In Flight, Denzel Washington stumbles around for two hours as a chronic alcoholic, coke fiend, and marijuana enthusiast while slurring out that he's fine to take the stand in a hearing to determine if his alcohol and drug abuse caused a plane to crash land and kill six people on board. He meets a heroin addict/female savior who tries like hell to get him clean after she OD'd and wound up in the same hospital as him. His lawyer is a cold and calculating man just trying to stop the pilot's union from taking a financial hit on the crash. His union advocate repeats no less than a dozen times "you can't drink before the hearing" in his handful of scenes on film. And his drug dealer laughs about the press and comes across as the only realistic and cinematic character in the film. To say that Flight is a miscalculation is an understatement. Much like an airline pilot forced to flip a plane upside to crash land in a field, Flight feels like the entire cast is flying blind. Perhaps they improvised the entire film and their ability to maintain such consistent key phrases from the big money prize board should be commended.
Unfortunately for that theory, there is a credited screenwriter for this pablum. John Gatins (Real Steel, The Shaggy Dog) literally has the cast circle the drain, danging onto poorly repeated metaphors and plot points for the middle hour of the film until anything interesting happens again. The entire "she loves him so she'll save him" subplot could be cut with no impact on the structure of the story. It's just another way to shovel in more addiction story cliches into a film that didn't need them.
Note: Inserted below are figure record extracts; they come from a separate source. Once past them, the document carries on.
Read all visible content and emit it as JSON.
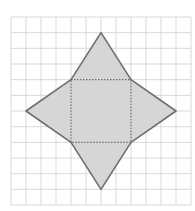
{
  "diagram": {
    "type": "grid-geometry-net",
    "grid": {
      "columns": 12,
      "rows": 12,
      "origin_px": [
        11,
        17
      ],
      "cell_w_px": 15,
      "cell_h_px": 15.67,
      "line_color": "#cfcfcf"
    },
    "square_grid_coords": {
      "x0": 4,
      "y0": 4,
      "x1": 8,
      "y1": 8
    },
    "triangle_apexes_grid_coords": {
      "top": [
        6,
        1
      ],
      "right": [
        11,
        6
      ],
      "bottom": [
        6,
        11
      ],
      "left": [
        1,
        6
      ]
    },
    "colors": {
      "fill": "#d6d6d6",
      "outline": "#6e6e6e",
      "dotted": "#6e6e6e",
      "background": "#ffffff"
    }
  }
}
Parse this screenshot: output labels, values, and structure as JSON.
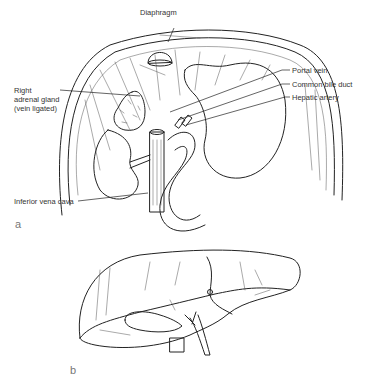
{
  "figure": {
    "panels": [
      {
        "id": "a",
        "label": "a",
        "annotations": {
          "diaphragm": "Diaphragm",
          "portal_vein": "Portal vein",
          "common_bile_duct": "Common bile duct",
          "hepatic_artery": "Hepatic artery",
          "right_adrenal_line1": "Right",
          "right_adrenal_line2": "adrenal gland",
          "right_adrenal_line3": "(vein ligated)",
          "inferior_vena_cava": "Inferior vena cava"
        }
      },
      {
        "id": "b",
        "label": "b",
        "annotations": {}
      }
    ]
  }
}
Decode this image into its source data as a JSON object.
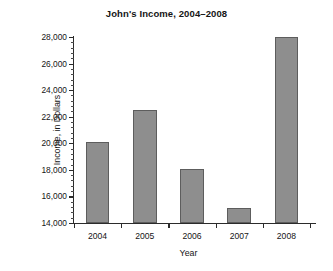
{
  "chart_data": {
    "type": "bar",
    "title": "John's Income, 2004–2008",
    "xlabel": "Year",
    "ylabel": "Income, in Dollars",
    "categories": [
      "2004",
      "2005",
      "2006",
      "2007",
      "2008"
    ],
    "values": [
      20100,
      22500,
      18100,
      15100,
      28000
    ],
    "ylim": [
      14000,
      28000
    ],
    "ytick_labels": [
      "14,000",
      "16,000",
      "18,000",
      "20,000",
      "22,000",
      "24,000",
      "26,000",
      "28,000"
    ],
    "ytick_values": [
      14000,
      16000,
      18000,
      20000,
      22000,
      24000,
      26000,
      28000
    ],
    "y_minor_step": 400,
    "grid": false,
    "legend": null,
    "bar_color": "#8e8e8e",
    "bar_edge_color": "#5d5d5d",
    "axis_color": "#2b2b2b"
  }
}
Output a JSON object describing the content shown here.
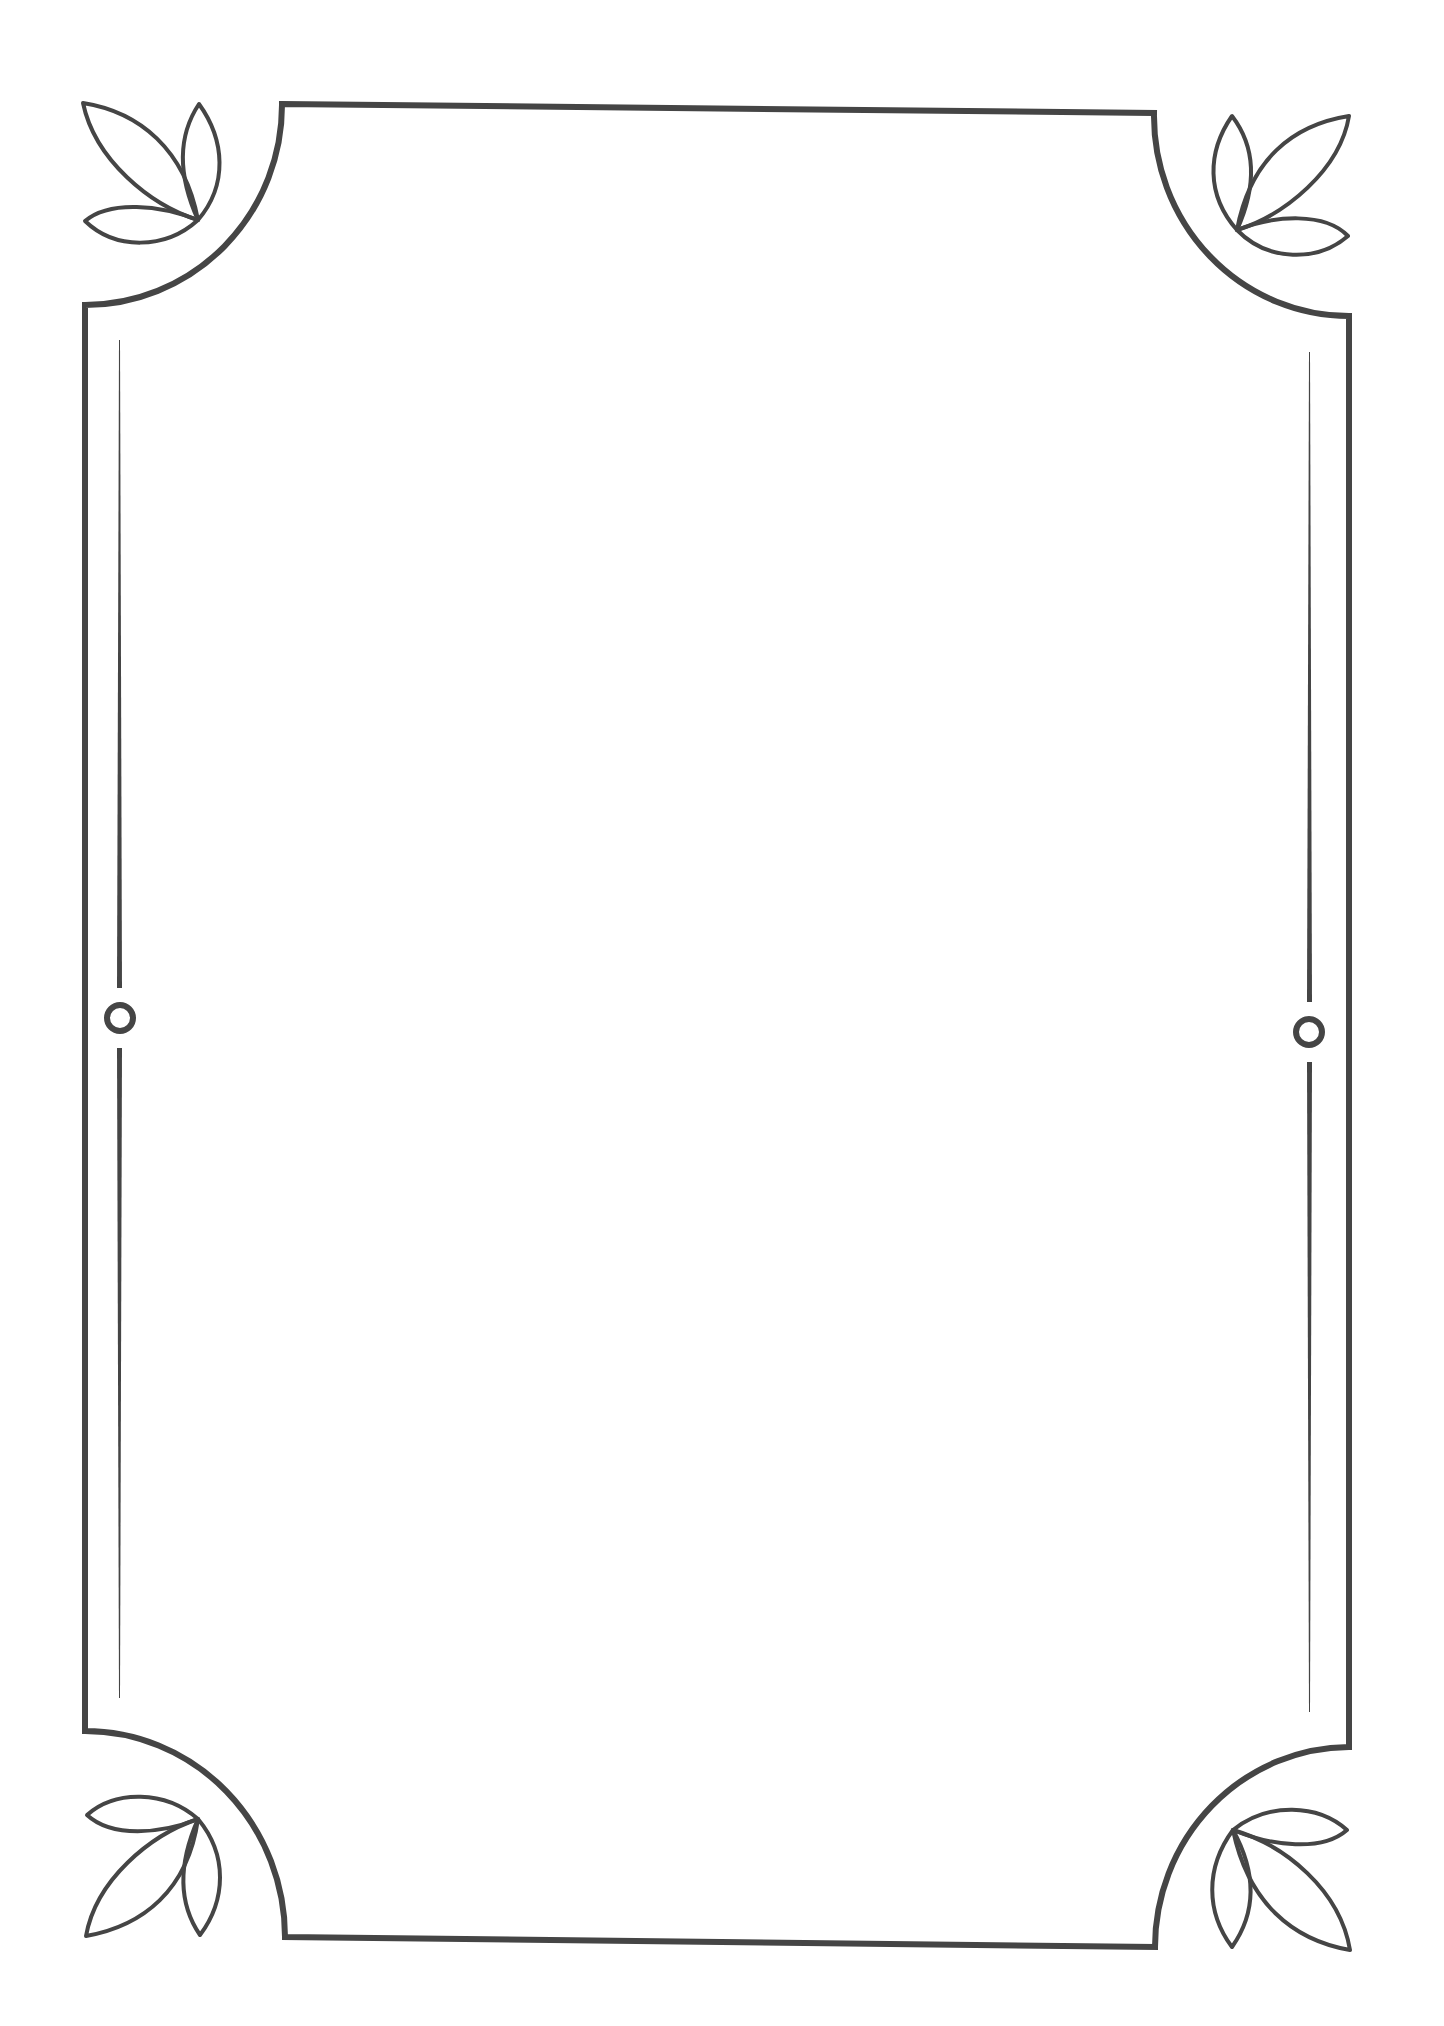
{
  "document": {
    "type": "decorative-page-border",
    "body_text": "",
    "colors": {
      "background": "#ffffff",
      "line": "#454545"
    }
  },
  "frame": {
    "corner_style": "concave-arc",
    "corner_ornament": "three-leaf-sprig",
    "side_ornament": "ring-with-tapered-lines"
  }
}
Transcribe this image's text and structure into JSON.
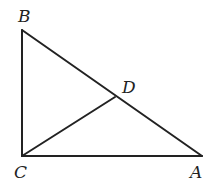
{
  "diagram": {
    "type": "right-triangle",
    "points": {
      "A": {
        "label": "A",
        "x": 202,
        "y": 156
      },
      "B": {
        "label": "B",
        "x": 22,
        "y": 30
      },
      "C": {
        "label": "C",
        "x": 22,
        "y": 156
      },
      "D": {
        "label": "D",
        "x": 115,
        "y": 97
      }
    },
    "segments": [
      "BC",
      "CA",
      "AB",
      "CD"
    ],
    "labels": {
      "A": "A",
      "B": "B",
      "C": "C",
      "D": "D"
    }
  }
}
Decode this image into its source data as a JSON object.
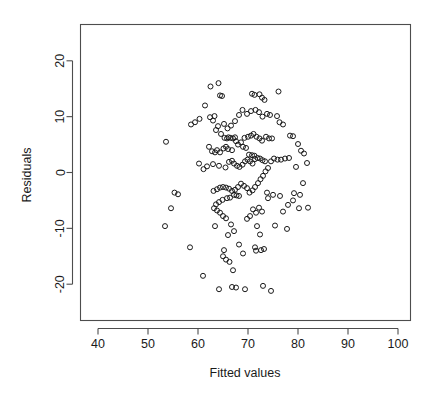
{
  "chart_data": {
    "type": "scatter",
    "title": "",
    "xlabel": "Fitted values",
    "ylabel": "Residuals",
    "xlim": [
      36.5,
      102.5
    ],
    "ylim": [
      -26.5,
      26.5
    ],
    "xticks": [
      40,
      50,
      60,
      70,
      80,
      90,
      100
    ],
    "yticks": [
      -20,
      -10,
      0,
      10,
      20
    ],
    "grid": false,
    "legend": null,
    "marker": "open-circle",
    "marker_color": "#1a1a1a",
    "n_points": 181,
    "points": [
      [
        53.6,
        5.5
      ],
      [
        55.3,
        -3.6
      ],
      [
        56.0,
        -3.9
      ],
      [
        54.6,
        -6.4
      ],
      [
        53.4,
        -9.6
      ],
      [
        58.4,
        -13.4
      ],
      [
        61.0,
        -18.5
      ],
      [
        58.6,
        8.6
      ],
      [
        59.4,
        9.0
      ],
      [
        60.3,
        9.6
      ],
      [
        61.4,
        12.0
      ],
      [
        62.5,
        15.4
      ],
      [
        63.3,
        10.1
      ],
      [
        62.4,
        9.9
      ],
      [
        63.0,
        9.3
      ],
      [
        64.1,
        16.0
      ],
      [
        64.4,
        13.8
      ],
      [
        64.8,
        13.7
      ],
      [
        65.2,
        8.7
      ],
      [
        64.0,
        8.3
      ],
      [
        63.6,
        7.6
      ],
      [
        64.6,
        6.9
      ],
      [
        65.3,
        6.2
      ],
      [
        65.8,
        6.1
      ],
      [
        66.1,
        6.3
      ],
      [
        66.5,
        6.2
      ],
      [
        67.0,
        6.1
      ],
      [
        67.4,
        6.3
      ],
      [
        62.2,
        4.6
      ],
      [
        62.8,
        3.8
      ],
      [
        63.4,
        3.6
      ],
      [
        63.8,
        4.0
      ],
      [
        64.4,
        3.6
      ],
      [
        65.1,
        4.3
      ],
      [
        65.6,
        4.6
      ],
      [
        66.0,
        4.2
      ],
      [
        66.8,
        4.0
      ],
      [
        60.2,
        1.6
      ],
      [
        61.1,
        0.6
      ],
      [
        61.8,
        1.1
      ],
      [
        63.0,
        1.5
      ],
      [
        64.2,
        1.2
      ],
      [
        65.5,
        0.9
      ],
      [
        66.2,
        1.9
      ],
      [
        66.8,
        2.1
      ],
      [
        67.2,
        1.6
      ],
      [
        67.8,
        1.2
      ],
      [
        68.3,
        1.0
      ],
      [
        68.9,
        1.4
      ],
      [
        69.4,
        2.0
      ],
      [
        69.9,
        2.3
      ],
      [
        70.4,
        2.0
      ],
      [
        70.9,
        1.6
      ],
      [
        71.4,
        2.4
      ],
      [
        71.9,
        2.6
      ],
      [
        72.4,
        2.5
      ],
      [
        72.9,
        2.2
      ],
      [
        73.4,
        2.0
      ],
      [
        69.0,
        4.6
      ],
      [
        69.6,
        4.4
      ],
      [
        70.2,
        3.2
      ],
      [
        70.8,
        3.1
      ],
      [
        71.3,
        3.0
      ],
      [
        68.0,
        5.0
      ],
      [
        67.6,
        5.6
      ],
      [
        68.6,
        5.4
      ],
      [
        69.3,
        6.2
      ],
      [
        70.0,
        6.4
      ],
      [
        70.6,
        6.6
      ],
      [
        71.1,
        6.9
      ],
      [
        71.7,
        6.4
      ],
      [
        72.3,
        6.1
      ],
      [
        72.8,
        5.7
      ],
      [
        73.6,
        6.4
      ],
      [
        74.2,
        6.1
      ],
      [
        74.8,
        6.1
      ],
      [
        78.4,
        6.6
      ],
      [
        79.0,
        6.5
      ],
      [
        77.0,
        8.6
      ],
      [
        75.8,
        10.1
      ],
      [
        76.3,
        9.0
      ],
      [
        74.4,
        10.3
      ],
      [
        73.8,
        10.5
      ],
      [
        72.9,
        10.0
      ],
      [
        72.2,
        10.8
      ],
      [
        71.5,
        11.2
      ],
      [
        70.6,
        11.0
      ],
      [
        69.8,
        10.5
      ],
      [
        68.9,
        11.2
      ],
      [
        68.2,
        10.3
      ],
      [
        67.4,
        9.2
      ],
      [
        66.6,
        8.4
      ],
      [
        65.9,
        7.9
      ],
      [
        70.8,
        14.1
      ],
      [
        71.3,
        13.9
      ],
      [
        72.3,
        14.0
      ],
      [
        72.8,
        13.4
      ],
      [
        73.3,
        13.0
      ],
      [
        76.1,
        14.5
      ],
      [
        80.0,
        5.1
      ],
      [
        80.6,
        3.9
      ],
      [
        81.2,
        3.4
      ],
      [
        81.8,
        1.7
      ],
      [
        79.6,
        1.0
      ],
      [
        78.2,
        2.6
      ],
      [
        77.4,
        2.5
      ],
      [
        76.6,
        2.3
      ],
      [
        75.9,
        2.3
      ],
      [
        75.2,
        2.5
      ],
      [
        74.6,
        2.0
      ],
      [
        74.0,
        0.8
      ],
      [
        73.5,
        0.2
      ],
      [
        73.0,
        -0.6
      ],
      [
        72.5,
        -1.2
      ],
      [
        72.0,
        -1.9
      ],
      [
        71.4,
        -2.6
      ],
      [
        70.9,
        -3.2
      ],
      [
        70.3,
        -3.6
      ],
      [
        69.8,
        -2.8
      ],
      [
        69.2,
        -2.4
      ],
      [
        68.6,
        -2.0
      ],
      [
        68.0,
        -2.6
      ],
      [
        67.4,
        -3.1
      ],
      [
        66.8,
        -3.3
      ],
      [
        66.2,
        -2.9
      ],
      [
        65.6,
        -2.7
      ],
      [
        65.0,
        -2.6
      ],
      [
        64.4,
        -2.7
      ],
      [
        63.8,
        -3.0
      ],
      [
        63.1,
        -3.3
      ],
      [
        67.2,
        -4.0
      ],
      [
        67.7,
        -4.1
      ],
      [
        68.2,
        -4.2
      ],
      [
        66.4,
        -4.5
      ],
      [
        65.8,
        -4.6
      ],
      [
        64.9,
        -4.9
      ],
      [
        64.2,
        -5.3
      ],
      [
        63.6,
        -5.7
      ],
      [
        63.2,
        -6.4
      ],
      [
        63.8,
        -6.8
      ],
      [
        64.4,
        -7.2
      ],
      [
        65.0,
        -7.8
      ],
      [
        65.6,
        -8.2
      ],
      [
        63.4,
        -9.6
      ],
      [
        66.6,
        -9.3
      ],
      [
        67.2,
        -10.5
      ],
      [
        66.0,
        -11.2
      ],
      [
        65.2,
        -13.9
      ],
      [
        65.0,
        -15.0
      ],
      [
        65.6,
        -15.6
      ],
      [
        66.3,
        -16.0
      ],
      [
        67.0,
        -17.5
      ],
      [
        64.2,
        -20.9
      ],
      [
        66.8,
        -20.5
      ],
      [
        67.6,
        -20.6
      ],
      [
        69.4,
        -20.9
      ],
      [
        73.0,
        -20.3
      ],
      [
        74.6,
        -21.2
      ],
      [
        69.0,
        -14.5
      ],
      [
        68.2,
        -12.9
      ],
      [
        69.8,
        -8.3
      ],
      [
        70.4,
        -7.8
      ],
      [
        71.0,
        -6.6
      ],
      [
        71.6,
        -7.2
      ],
      [
        72.2,
        -6.3
      ],
      [
        72.8,
        -7.0
      ],
      [
        71.8,
        -9.6
      ],
      [
        72.4,
        -11.1
      ],
      [
        71.4,
        -13.4
      ],
      [
        71.6,
        -14.0
      ],
      [
        72.6,
        -13.9
      ],
      [
        73.2,
        -13.7
      ],
      [
        75.4,
        -9.5
      ],
      [
        77.0,
        -7.0
      ],
      [
        77.8,
        -10.1
      ],
      [
        79.2,
        -3.7
      ],
      [
        80.4,
        -4.0
      ],
      [
        81.0,
        -1.9
      ],
      [
        80.2,
        -6.4
      ],
      [
        79.0,
        -5.0
      ],
      [
        78.0,
        -5.8
      ],
      [
        76.4,
        -4.2
      ],
      [
        82.0,
        -6.3
      ],
      [
        75.0,
        -4.0
      ],
      [
        74.0,
        -4.6
      ],
      [
        73.8,
        -3.6
      ]
    ]
  },
  "axes": {
    "x_tick_labels": [
      "40",
      "50",
      "60",
      "70",
      "80",
      "90",
      "100"
    ],
    "y_tick_labels": [
      "-20",
      "-10",
      "0",
      "10",
      "20"
    ],
    "x_title": "Fitted values",
    "y_title": "Residuals"
  },
  "colors": {
    "background": "#ffffff",
    "axis": "#4d4d4d",
    "point": "#1a1a1a",
    "text": "#1a1a1a"
  }
}
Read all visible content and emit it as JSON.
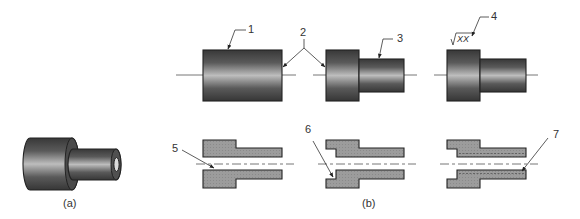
{
  "figure": {
    "panel_a_label": "(a)",
    "panel_b_label": "(b)",
    "colors": {
      "part_dark": "#3a3a3a",
      "part_highlight": "#b8b8b8",
      "section_fill": "#9a9a9a",
      "outline": "#222222",
      "text": "#333333"
    }
  },
  "callouts": [
    {
      "id": "1",
      "label": "1"
    },
    {
      "id": "2",
      "label": "2"
    },
    {
      "id": "3",
      "label": "3"
    },
    {
      "id": "4",
      "label": "4"
    },
    {
      "id": "5",
      "label": "5"
    },
    {
      "id": "6",
      "label": "6"
    },
    {
      "id": "7",
      "label": "7"
    }
  ],
  "surface_symbol": {
    "text": "XX"
  }
}
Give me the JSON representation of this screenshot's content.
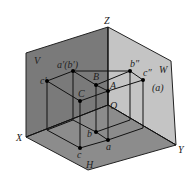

Flight starts off with so much potential. The first 30 minutes are a strong thriller about an ill-fated flight. There's genuine shock value found in opening this film with a clear look into pilot Whip Whitaker's daily routine. That he can so calmly assure his flight staff that he's good to take off in the middle of a terrible storm after what he did is shocking. The tension only builds from there until the plane hits the ground.
Director Robert Zemeckis, stepping away from the unyielding death masks of his decade of motion capture nonsense, manages to sell each individual scene as important. There is something of interest or worth in every scene even if it's the 37th time we've seen Denzel Washington reach blackout drunk phase and fall on the floor next to a pile of cocaine. The plane crash and direct lead-in to the hearing at the end of the film are masterfully built sequences of suspense. No amount of visual wizardry or quality acting can connect the dots in a film that, on the page, has no identity of its own.
Ultimately, this is a case of not selling your best assets. Flight could be a tight legal thriller about where to place responsibility in the wake of terrible tragedy. Is it the fault of the unfit pilot? The ill-maintained plane? An act of God? Or some combination of those and other factors? Those are the most effective moments in the two-plus hour feature.
Instead, Flight is mostly a tired character study into the mind of an addict. It has absolutely nothing new to say about those circumstances. Actually, it does say something new, but saying "coke dealers are awesome" isn't exactly a feel-good positive message.
Rating: 3/10
That's one point for every John Goodman as a coke dealer scene. He's almost worth the price of admission.